-- GIVEN DATA follows --

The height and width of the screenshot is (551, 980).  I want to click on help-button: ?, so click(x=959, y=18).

-- GIVEN DATA concluded --
-- GIVEN DATA follows --

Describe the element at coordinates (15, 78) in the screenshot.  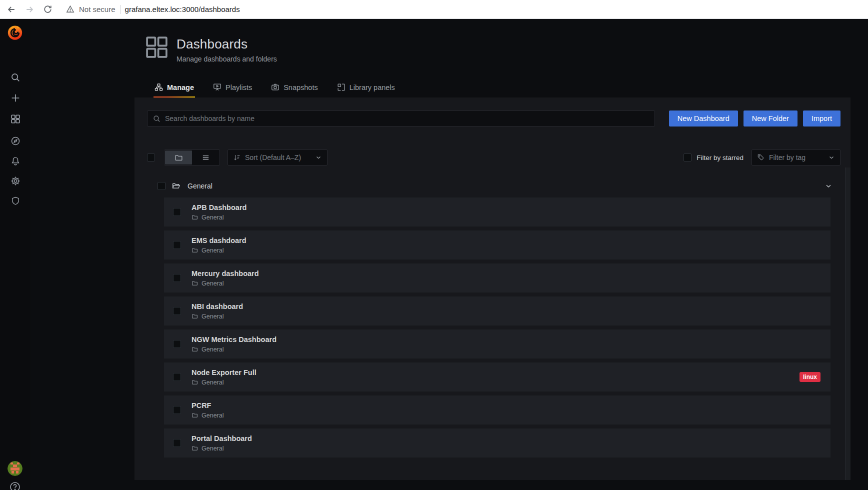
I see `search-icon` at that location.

-- GIVEN DATA concluded --
-- GIVEN DATA follows --

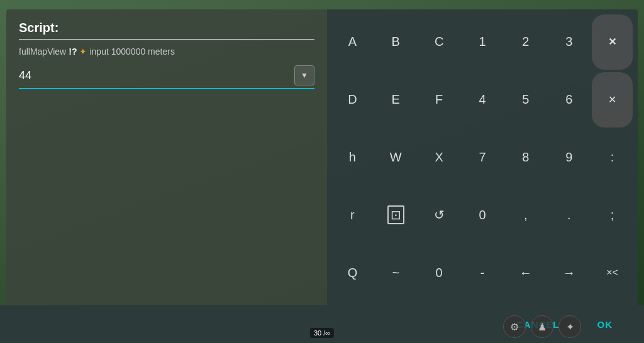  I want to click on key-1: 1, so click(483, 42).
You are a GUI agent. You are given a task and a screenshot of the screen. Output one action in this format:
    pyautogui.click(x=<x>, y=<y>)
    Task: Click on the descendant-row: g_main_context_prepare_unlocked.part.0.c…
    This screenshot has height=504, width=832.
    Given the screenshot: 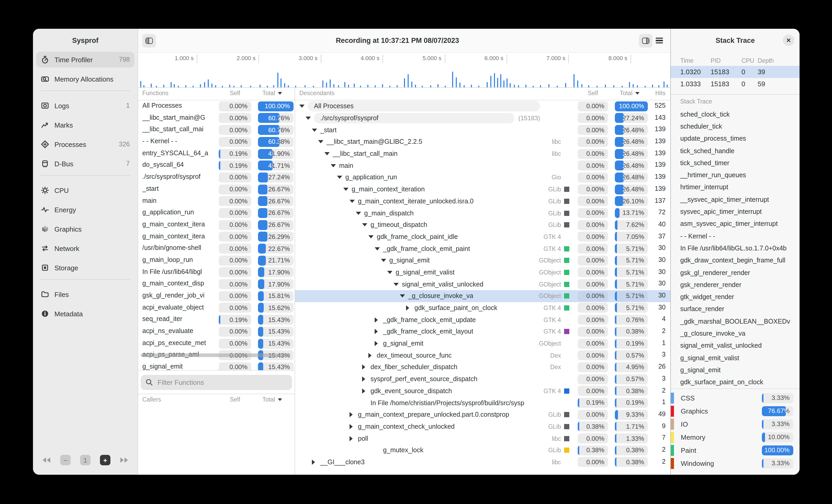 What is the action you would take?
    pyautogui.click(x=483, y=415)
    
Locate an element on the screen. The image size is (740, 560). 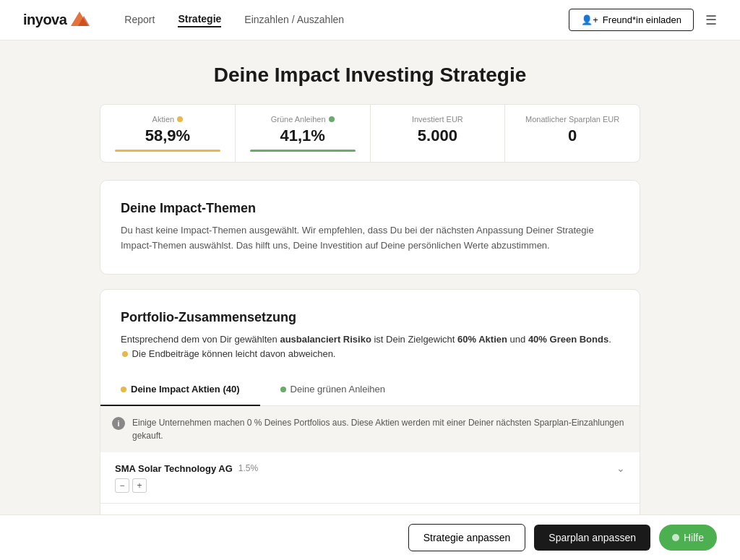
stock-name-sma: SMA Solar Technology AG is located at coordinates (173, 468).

-- GIVEN DATA concluded --

*TRY IT*
Identify every line above with the string "height" in it. Copy those lines.

*TASK RESULT*
The height and width of the screenshot is (551, 980).  I want to click on help-button: ?, so click(x=959, y=18).
    This screenshot has height=504, width=832.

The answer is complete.